Friday, April 20, 2012

"Dear Bishop...."

May 1989 and I respond to my Bishop's uncharitable letter to my wife and myself.

Meanwhile, abuses at the school continue, school Masses use flowerpot type vessels instead of proper chalices and ciboria and a visiting priest, saying Mass for the children stops halfway through the elevation to ask: "Does anyone know the Test score?"

You really could not make it up and our world becomes more and more Lewis Carroll and less and less orthodox Catholic.

We were saved by a wonderful priest, Father Peter Lessiter, who then operated a "flying pastor" service to traditional Catholic families throughout the length and breadth of the land. He came, on average, every five or six weeks and stayed for two or three days, celebrating Mass, catechizing the children and hearing confessions.

In between visits we said a "dry" Mass on a Sunday a la recusant style.
Father Lessiter advised me to record every event that occurred as, in his words: "We are seeing Church history before our eyes and it's important to retain a record for future generations".

So now I can refer to fat files of press cuttings and letters to all and sundry - here is my letter in response to the Bishop's warning shot. I was, perhaps, a little brasher in those days but, on re-reading the letter, I don't think that I would change anything.

"Dear Bishop....................,

I was extremely disturbed and angry to receive such a letter from you.

I have written to you several times in the past enumerating the various abuses that take place at Masses in your Diocese and you have never responded.

Because of the continuation of such abuses that deny the primary sacrificial nature of the Mass my wife and I have made the decision to return to the "Mass of all Time".

I find it rather bizarre to be accused of alignment with Protestantism as a result. Were, then, my parents heretics?

The Society (SSPX) is not a sect as you well know and if I seek justification for our actions in the modern Church I would quote to you Code 844 of Canon Law:-

"Whenever necessity requires or a genuine spiritual advantage commends it, and provided the danger of error or indifferentism is avoided, Christ's faithful for whom it is physically impossible to approach a Catholic Minister, may lawfully receive the sacraments of penance, the Eucharist and anointing of the sick from non-Catholic Ministers in whose churches these sacraments are valid"

Our preference is, of course, to receive the Sacraments from a Catholic priest so we shall continue in our intentions.

We too, shall pray for you and the Church".

I believe that the new Code of Canon Law 844 was a sop to the ecumenical movement that flourished at that time with shared services being quite common but, on this occasion, it ricocheted back into the court of the liberals.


- _EXERCISE_: Reproduce the line that holds "In a 768*1024" together with all the lines after it up to the end of the entries.

Stored data
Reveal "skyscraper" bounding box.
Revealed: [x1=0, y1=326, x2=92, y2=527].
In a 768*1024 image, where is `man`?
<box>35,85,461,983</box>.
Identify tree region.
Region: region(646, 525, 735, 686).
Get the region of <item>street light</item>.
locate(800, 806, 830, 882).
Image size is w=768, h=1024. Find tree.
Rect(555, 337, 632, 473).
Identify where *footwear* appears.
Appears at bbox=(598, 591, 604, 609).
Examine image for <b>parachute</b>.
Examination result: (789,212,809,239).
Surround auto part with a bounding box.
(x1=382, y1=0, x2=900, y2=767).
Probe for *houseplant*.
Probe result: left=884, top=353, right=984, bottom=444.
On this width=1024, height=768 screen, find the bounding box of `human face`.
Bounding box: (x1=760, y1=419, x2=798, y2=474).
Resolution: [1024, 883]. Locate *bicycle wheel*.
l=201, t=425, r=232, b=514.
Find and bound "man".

- _RESULT_:
In a 768*1024 image, where is `man`?
<box>35,85,461,983</box>.
Identify tree region.
Region: region(646, 525, 735, 686).
Get the region of <item>street light</item>.
locate(800, 806, 830, 882).
Image size is w=768, h=1024. Find tree.
Rect(555, 337, 632, 473).
Identify where *footwear* appears.
Appears at bbox=(598, 591, 604, 609).
Examine image for <b>parachute</b>.
Examination result: (789,212,809,239).
Surround auto part with a bounding box.
(x1=382, y1=0, x2=900, y2=767).
Probe for *houseplant*.
Probe result: left=884, top=353, right=984, bottom=444.
On this width=1024, height=768 screen, find the bounding box of `human face`.
Bounding box: (x1=760, y1=419, x2=798, y2=474).
Resolution: [1024, 883]. Locate *bicycle wheel*.
l=201, t=425, r=232, b=514.
Find and bound "man".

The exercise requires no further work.